The "why" that is a question of existence is met with "Why not?" Creatures exist in numbers and with a degree of diversity that we cannot count. We can only estimate. That one more exists is not a matter of surprise requiring explanation, although its individual characteristics might be. We question why one would ask the question.

The same goes for religious philosophy. We are being told we should respect the serious work done by philosophers on these fundamental questions. Instead, we look at what we know of the world around us and ask why anyone is asking. Can the questions that made sense when religious philosophy mediated between competing ideas still produce any answers with meaning today, when religious philosophy is being used to defend its own existence in a world that continually reveals its secrets to us?

Michael Ruse thinks we must grapple today with "Does a creator god exist?" because someone else once did. Instead, we look at our universe and ask what "creation" would even mean in this context. When we understand that we don't know whether our universe has always existed, whether time is a meaningful concept outside the bounds of our universe, whether our universe is the only one, it is perfectly valid to look askance at those who assume creation in order to ask about gods. When we know from our scientific pursuits that humans have a tendency to anthropomorphize, it is important to demonstrate not just that the question can be asked, but that it can lead to a meaningful answer.

The same goes for the "special place of humans" and "eternal salvation." The idea that human exceptionalism is any more valid than hummingbird exceptionalism cannot be taken for granted. Claims to the contrary require privileging one's own frame of reference over all others. Until those who apply vast amounts of logic to the "problem" can make a convincing case that their question is more important than the question of the "special place of bacteria," they haven't demonstrated that their work is worth my respect. Neither has anyone who mistakes unsupported dualism for a philosophical question in desperate need of an answer.

Until these questions are phrased in ways that reflect what science has taught us about the world, all the philosophical work done on them may be perfectly logical and rigorous, but it still hasn't established that it isn't pseudophilosophy, grand edifices built atop faulty questions. Until it has, it hasn't demonstrated that it's worthy of our time, our attention, and our respect.

There is nothing remotely ignorant or anti-intellectual about the demand that we be shown that questions formed in more ignorant times remain meaningful given our increasing knowledge of the world.
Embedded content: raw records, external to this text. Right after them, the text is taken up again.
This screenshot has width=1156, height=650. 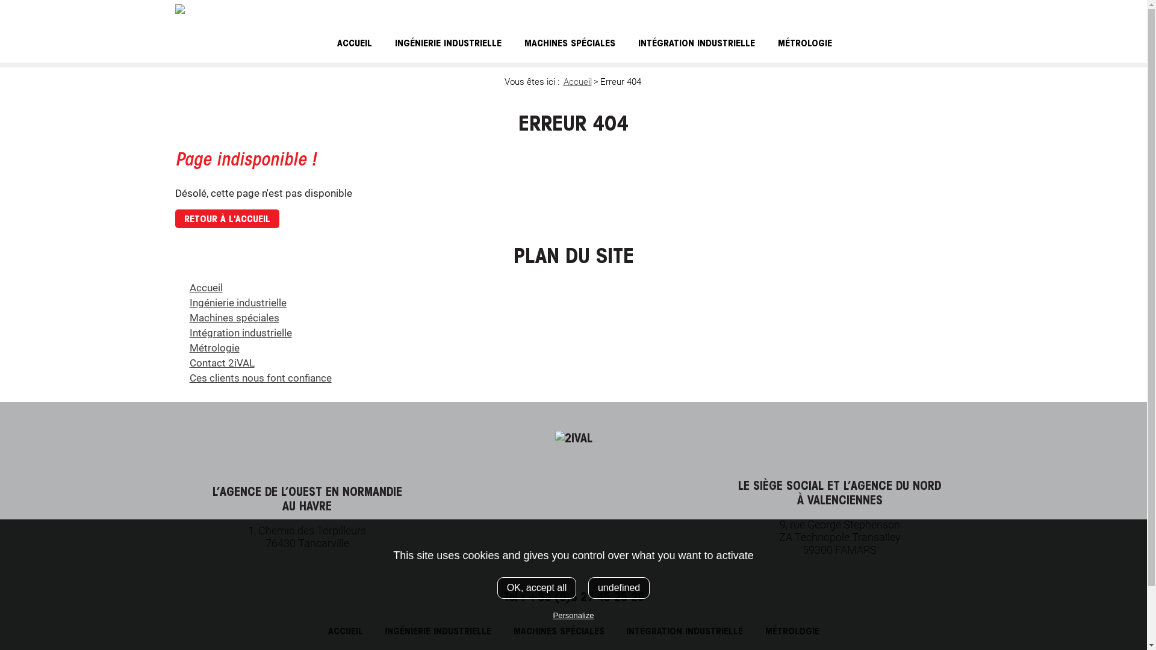 I want to click on Tel : +33 (0)3 27 45 25 29, so click(x=574, y=597).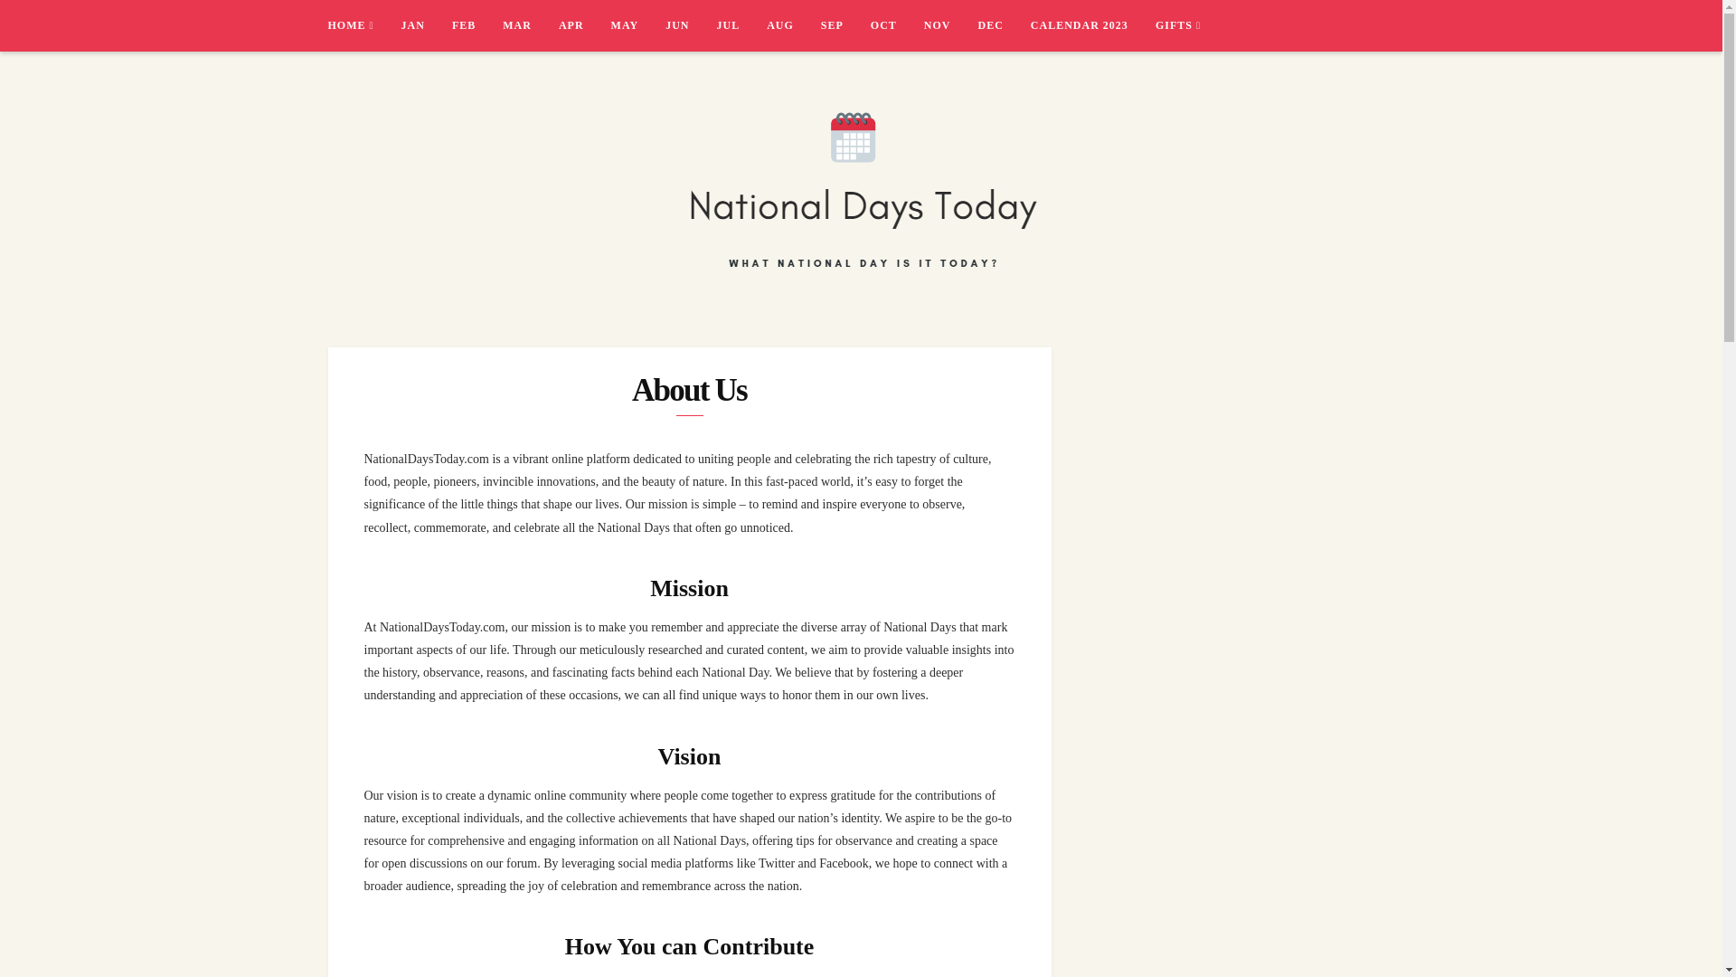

There is nothing at all unserious about our requests for evidence that these questions are demanding answers. And equating those demands to anti-intellectualism, lack of curiosity, and tempter tantrums...well, let's just say it doesn't display any will to engage with current atheist intellectual traditions.

5 comments:

Jason Thibeault said...

Ping! :D

http://www.lousycanuck.ca/?p=5124

Hope it brings you some views.

pat said...

I'm a little confused by this phrase: "Michael Ruse thinks we must grapple today with "Does a creator god exist?" because someone else once did." It doesn't seem to address the question raised in the Ruse quote.

In the quote, he seems to be arguing that until we refute arguments (like Kuhn's and Feyerabend's) that science's basic assumptions are no better supported than religion's, we are in no philosophical position to demand that all explanations of the world agree with the findings of science.

I have not read his entire article, though, so your later summary of his point may be a more accurate overview than what I can glean from this one quote.

Larry Hamelin said...

Your links are broken.

Stephanie Zvan said...

Thanks, Larry. Fixed. Sad that I can't trust Blogger with a simple text file.

Silus said...

A very good post. Too often psuedo-science demands respect even if it is shown to be nonsense.

@ Pat: The only basic assumption I know of from science is that the scientific method is a useful means of gaining knowledge.